Richard Cotter

Art for art’s sake. Art felt and artful.

1760 posts by Richard Cotter

20 days at mariupol: oscar nominated doco

It’s painful to watch. It should be painful. 20 DAYS AT MARIUPOL is a conscience stricken, gut wrenching, painful experience, a necessary bearing of witness to war.

When Vladimir Putin announced a ‘special military operation’ on 24 February 2022, Associated

Read More »

europa! europa!: a film fest eureka

In this scam riddled world, BLAGA’S LESSONS comes as a cautionary and sobering story.

Blaga is a recently widowed woman, a retired teacher determined to give her late husband a good grave and headstone.

Ostensibly sensible and astute, she is

Read More »

the fetishist: rise of the rice king

Clever, mischievous and surprising, THE FETISHIST is a novel to relish.

Immensely seductive and hugely entertaining, here is life – the stupid and weird and precarious- in a novel that dazzlingly explores obsession, fixation and the condition of attachment.

THE

Read More »

shitty: frightfully funny

The gift of a good script is matched by the unwrapping of that gift by a talented director and cast. That’s certainly the case with SHITTY, a trilogy of terror scaring up a superb theatrical thrill in the Belvoir Basement.

Read More »

may december: an actor prepares

In regards to Todd Haynes’ latest film, MAY DECEMBER, the use of the score to The Go Between by Michel Legrand is proving to be as contentious as the subject matter of a cougar grooming a cub for inter-generational carnality.

Read More »

riceboy sleeps: a dragon awakens

The migrant experience is given gentle, thoughtful realisation in RICEBOY SLEEPS, a slow burn story of a single mother trying to survive in an alien environment.

Following her boyfriend’s suicide and the birth of their son, Dong-hyun, So-young flees South

Read More »

anatomy of a fall: bare bones fully fleshed

So many films out there offering crumbs of quality, finally the craving for caviar is sated with the arrival of ANATOMY OF A FALL. This film is an elevation of the whodunit to peak perfection.

For the past year, Sandra,

Read More »

all of us strangers: grief encounter.

Is it a dream?

ALL OF US STRANGERS has a dream like quality, a reverie of nostalgia, an aching yearning permeating the narrative.

Andrew Scott plays Adam, living in a London tower block struggling with writer’s block, inspiration stagnant, imagination

Read More »

priscilla: the bride and the groomer

It’s a case of kissin’ cousins twice removed.

Sofia Coppola’s bio pic, PRISCILLA, focuses on Priscilla Presley who, at one time, was sort of related. For a short period, Sofia’s cousin, Nicolas Cage, was Priscilla’s son in law.

The events

Read More »

the iron claw: a championship title

The opening sequence of IRON CLAW grabs like, well, an iron claw. Shot in glorious black and white, it encapsulates the trajectory of the narrative that plays out during the rest of the film.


§ **Your objective**:
Pictures stay out; everything else in the records gets transcribed exactly.

________

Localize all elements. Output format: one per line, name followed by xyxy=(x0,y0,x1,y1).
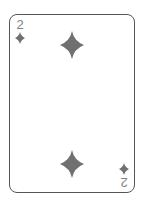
corner-index-bottom: 2 xyxy=(119,163,129,189)
rank-label: 2 xyxy=(15,18,25,31)
diamond-icon xyxy=(119,163,129,175)
diamond-icon xyxy=(60,31,84,59)
playing-card[interactable]: 2 2 xyxy=(9,14,135,193)
corner-index-top: 2 xyxy=(15,18,25,44)
diamond-icon xyxy=(15,32,25,44)
rank-label: 2 xyxy=(119,176,129,189)
diamond-icon xyxy=(60,150,84,178)
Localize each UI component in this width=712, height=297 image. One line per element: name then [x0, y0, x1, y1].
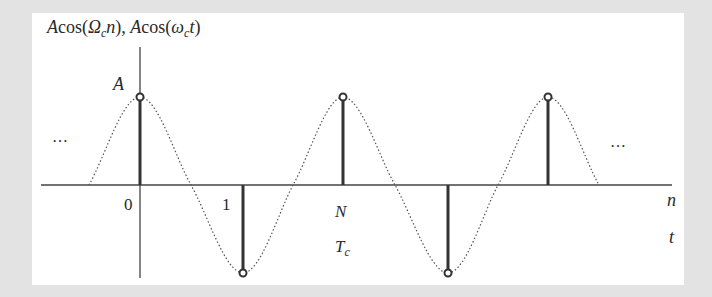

________

§ **Your solution**:
Localize all elements. Output format: one per line, name followed by xyxy=(x0,y0,x1,y1).
corner-index-bottom: 2 xyxy=(119,163,129,189)
rank-label: 2 xyxy=(15,18,25,31)
diamond-icon xyxy=(119,163,129,175)
diamond-icon xyxy=(60,31,84,59)
playing-card[interactable]: 2 2 xyxy=(9,14,135,193)
corner-index-top: 2 xyxy=(15,18,25,44)
diamond-icon xyxy=(15,32,25,44)
rank-label: 2 xyxy=(119,176,129,189)
diamond-icon xyxy=(60,150,84,178)
Localize each UI component in this width=712, height=297 image. One line per element: name then [x0, y0, x1, y1].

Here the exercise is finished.